How to use encoded values to assign new values to all edges?

Hi everyone!
I am currently working on an air pollution routing project which uses Graphhopper library.
I had created an additional decimal encoded value “smokeEnc” to hold expected AQI value of each edge in graphhopper. My objective is to use this smokeEnc value for greener routings. For this, I must assign this AQI value to all edges. This is how I had done it:
Create smokeEnc Decimal Encoded value(1):


Assign AQI value to all edges(2):

Create custom Greenest Weighting(3):

However on querying, something strange happens. While doing (2) all the edges(301586 edges) in the graph are filled with their expected (and always NON-ZERO) AQI values but on debugging the calcEdgeWeight function of Greenest Weighting at routing query time, I get to know only 983 edges have non-zero values of “smokeEnc” and all others have 0 instead :slightly_frowning_face:. Moreover, the route I get from Greenest routing actually has a very poor AQI score, poor even in comparison to FasterWeighting or ShortestWeighting etc. I find myself really lost. What mistake am I doing and what things have I misconsidered while working on this?

1 Like

What happens if you do:

@Override
    public double calcEdgeWeight(EdgeIteratorState edgeState, boolean reverse) {


        double smoke = smokeEnc.getDecimal(false, edgeState.getFlags());
        double calcEdgeWeight = smoke;

        System.out.println("******************** Smoke values: " + smoke)
        
        return calcEdgeWeight;

Please note that you should not use:

smokeEnc.getDecimal(false, edgeState.getFlags());

because

edgeState.get(smokeEnc);

takes into account the direction of the edgeState. (and it also does not use the very low level .getFlags() which is likely to get deprecated at some point)

Yes this seems to give more accurate results i.e. the edges all have non-zero values now and the greenest route is also having lowest AQI score. I wonder why this is the case? Thanks for the help, btw :grinning:

Oh this is unfortunate. It is strangely seemingly giving the correct answers now. I wonder why that is the case?

I am glad it worked. Perhaps try what @karussell suggested and see if you get the same results or better.

I wish I could tell you why it worked, but I am not entirely sure. I saw this being done in the CurvatureWeighting and it solved a similar problem I had.

Could it be that you set storeTwoDirections=true for your SmokeEncodedValue and did not fill both directions? Then edgeState.get(encVal) might return 0 for those cases.

To fix this either set storeTwoDirections=false if you do not need this feature or fill both directions:

edge.set(encVal, 10)
edge.setReverse(encVal, 10)

Also defaulting to 0 might not be what you want as a weight.

And instead of your own weighting you should prefer the more powerful CustomWeighting where you can tweak it easier and per-request.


- **Prompt**
Without the pictures, give the entries below again exactly as written.

- **Data excerpts**
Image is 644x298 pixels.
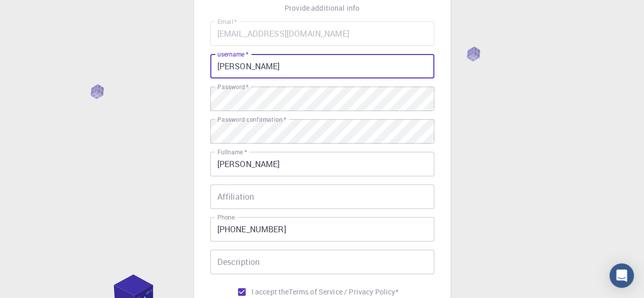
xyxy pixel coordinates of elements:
label: username [218,50,249,58]
label: Fullname [218,147,247,156]
p: Provide additional info [285,3,359,14]
p: Terms of Service / Privacy Policy * [289,286,398,297]
a: Terms of Service / Privacy Policy* [289,286,398,297]
div: Open Intercom Messenger [609,263,634,287]
span: I accept the [252,286,290,297]
label: Password [218,82,249,91]
label: Email [218,17,237,26]
label: Phone [218,213,234,222]
label: Password confirmation [218,115,287,124]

- **The completed task**
Image is 644x298 pixels.
xyxy pixel coordinates of elements:
label: username [218,50,249,58]
label: Fullname [218,147,247,156]
p: Provide additional info [285,3,359,14]
p: Terms of Service / Privacy Policy * [289,286,398,297]
a: Terms of Service / Privacy Policy* [289,286,398,297]
div: Open Intercom Messenger [609,263,634,287]
span: I accept the [252,286,290,297]
label: Password [218,82,249,91]
label: Email [218,17,237,26]
label: Phone [218,213,234,222]
label: Password confirmation [218,115,287,124]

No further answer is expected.